The Nursing and Midwifery Council’s current training standards do not explicitly require universities to teach students about dementia, although they do refer to working with people with cognitive impairment, said the group.


While new education standards being developed by the NMC do refer to dementia care, there is still no mention of meeting standards set out in nationally agreed skills frameworks, the group said in a position paper published on Tuesday.

The lecturers called for the Nursing and Midwifery Council and other regulators to require universities to adopt the existing training frameworks.
“The existing dementia knowledge and skills frameworks from across the four home nations of the UK have been developed by expert panels”
They said universities in England should be required to use the Dementia Skills and Knowledge Education and Training Framework drawn up in 2015 by Health Education England, Skills for Health and Skills for Care.
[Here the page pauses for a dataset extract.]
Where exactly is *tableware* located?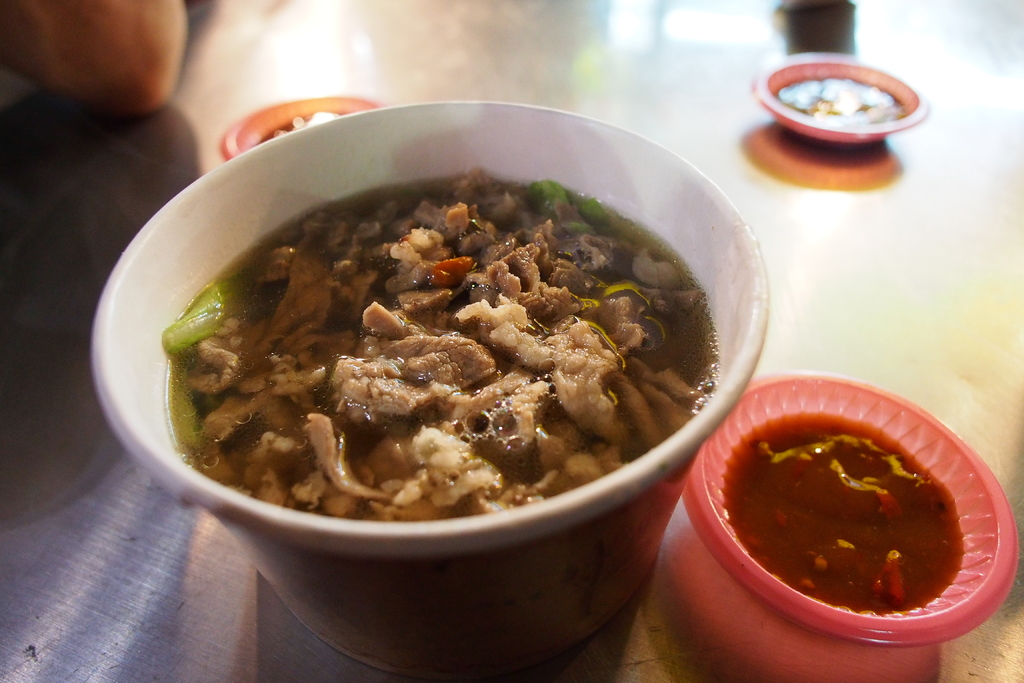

In other parts of the UK, the Promoting Excellence Framework in Scotland, Good Work Framework in Wales, and the Dementia Learning and Development Framework in Northern Ireland should be included within the NMC and other regulator’s requirements for university education, they added.
“The existing dementia knowledge and skills frameworks from across the four home nations of the UK have been developed by expert panels including people affected by dementia, health and social care providers or their representatives, governmental bodies and education providers,” said the position paper, released to coincide with the UK Dementia Congress in Doncaster this week.
“In developing our new standards, we engaged with a wide range of stakeholders including dementia charities and we’ve had an excellent response”


Claire Surr, a member of the Higher Education Dementia Network and professor at Leeds Beckett University, said: “Professional bodies have a clear role to play in ensuring the health, social care and housing workforce are meeting the needs of those affected by dementia.
“We would like to see national knowledge and skills frameworks established as a required and monitored sector minimum standard. We recommend that application of the frameworks become a requirement for (re)validation of health, social care and housing pre-qualifying education.”
A spokesman for the NMC said it was vital that nurses were equipped with skills to care for people with a range of complex healthcare needs, including dementia, especially in light of the ageing population.
”That’s why we’ve recently consulted on draft education standards which will enable nurses to deliver the highest standards of care to people with cognitive healthcare needs,” he said.
“In developing our new standards, we engaged with a wide range of stakeholders including dementia charities and we’ve had an excellent response to our consultation. We’ll take this feedback into account as we finalise our standards,” he added.